Neon Reverb is back! The Downtown music fest sets dates for 2016.

It happens here too often: A favorite restaurant, shop or venue closes, or a cherished event goes dark, and the folks behind it console us with, “We’ll be back in a few months/in a new location/with a new name.” And that’s the last we ever hear of it.

Not so for Neon Reverb. Downtown Las Vegas’ revered grassroots music festival, which went on hiatus after its spring 2013 edition, will return—for real—in March, its organizers informed the Weekly after nailing down key details. Among them: the dates (Thursday, March 10 through Sunday, March 13, with the bulk of musical action on Friday and Saturday); the venues (Bunkhouse, Backstage Bar & Billiards, Beauty Bar, 11th Street Records, Inspire Theater and possibly Fremont Country Club); pricing ($50 for an all-fest wristband or varying door covers); and the foursome at its core—longtime Reverb overseers James Woodbridge and Jason Aragon, Downtown Project music buyer Mike Henry and 11th Street Records owner Ronald Corso.

Along with the new names attached, the most significant change involves Downtown Project, which will come onboard as a sponsor. “A lot of it has to do with Ronald being in various peoples’ ears for a number of years about it,” Woodbridge explains. Adds Corso: “Once [DTP Ventures CEO] Mark Rowland heard about it, he was like, ‘What can we do to make it happen?’ … [Now] he wears his Neon Reverb shirt pretty frequently.”

Set for the weekend before South by Southwest in an attempt to catch acts en route to that massive Austin gathering, Neon Reverb’s 11th installment promises its traditional musical blend—indie rock, folk, hip-hop and more—from Vegas-based and rising touring bands, along with a few “headliner-type tentpoles,” Corso says. “EDC, Punk Rock Bowling, Life Is Beautiful—it’s great that they’re all here, but you could hold those anywhere,” Woodbridge says. “Neon Reverb has always been about our bands and our venues, and there’s something special about a truly Vegas festival.”

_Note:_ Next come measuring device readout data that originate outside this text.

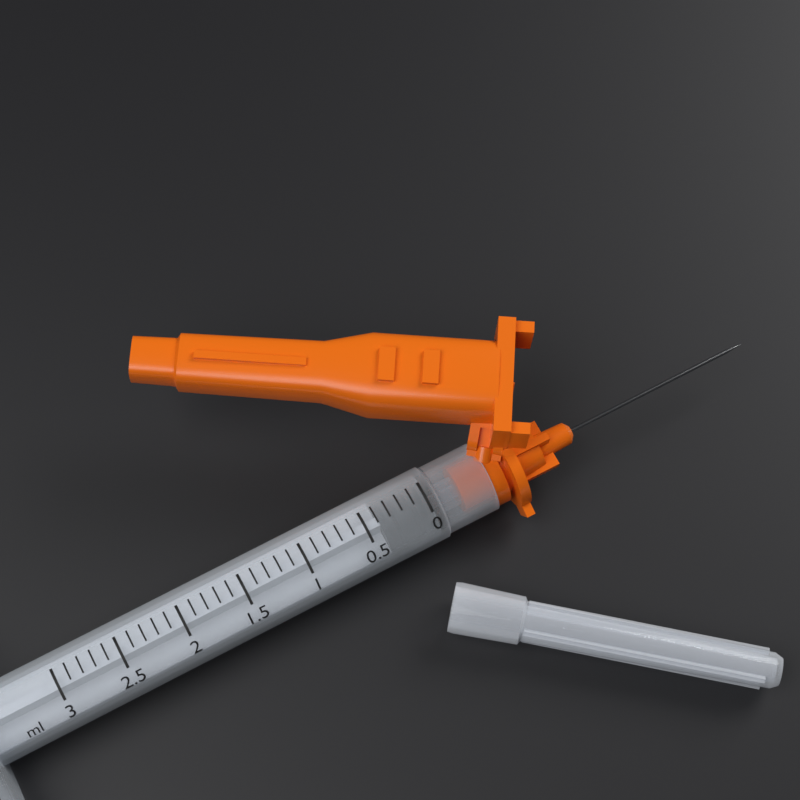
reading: 0.0 ml
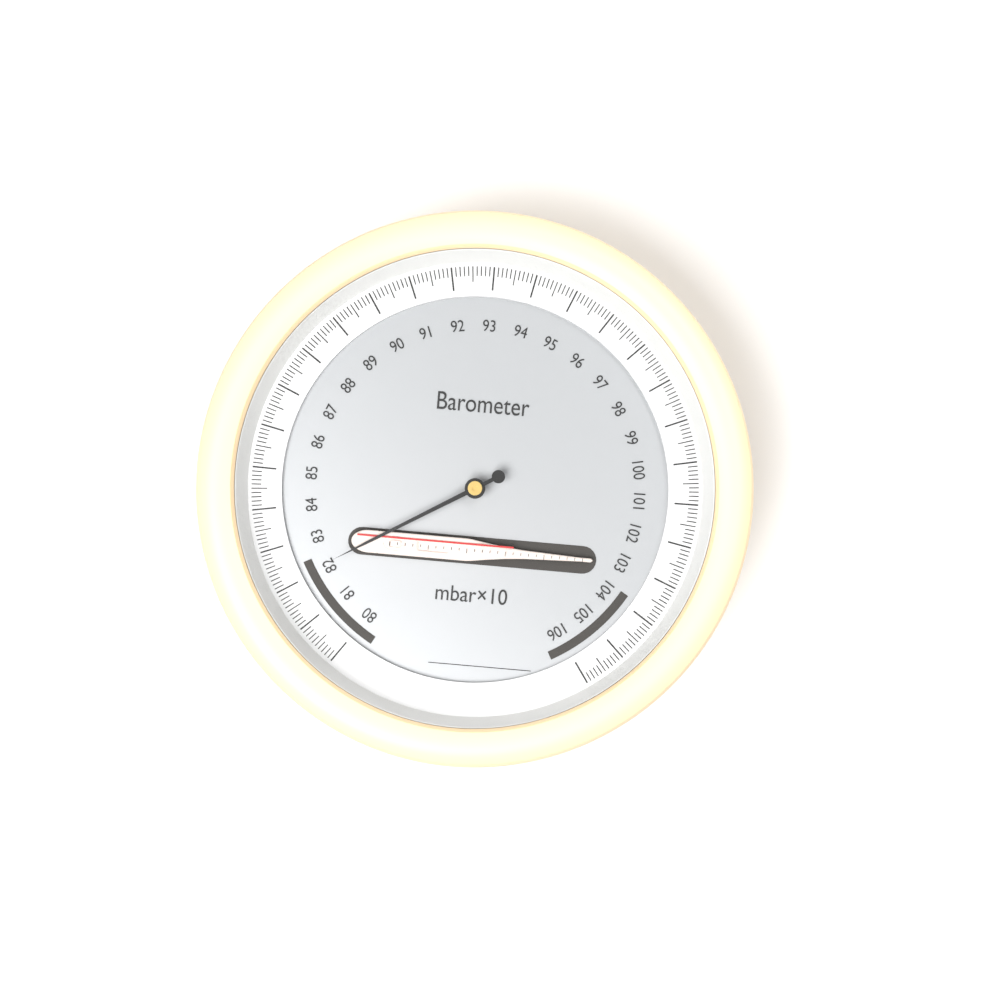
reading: 82.1 mbar×10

Previously a twice-annual fest, Neon Reverb will forgo its fall edition to focus on the spring, though organizers say they plan to maintain a “presence” throughout the year. The spring festival will likely include comedy acts, and could feature variety-show elements, burlesque and more. “The goal is to have it be like the height of the Neon Reverb festival in fall 2010,” Corso says, referring to the Reverb edition headlined by The Walkmen, Jeff the Brotherhood, Crocodiles, The Soft Pack and others. “That was a series of, ‘Wow, this town doesn’t suck’ moments, and it’s something we’ve missed a lot.”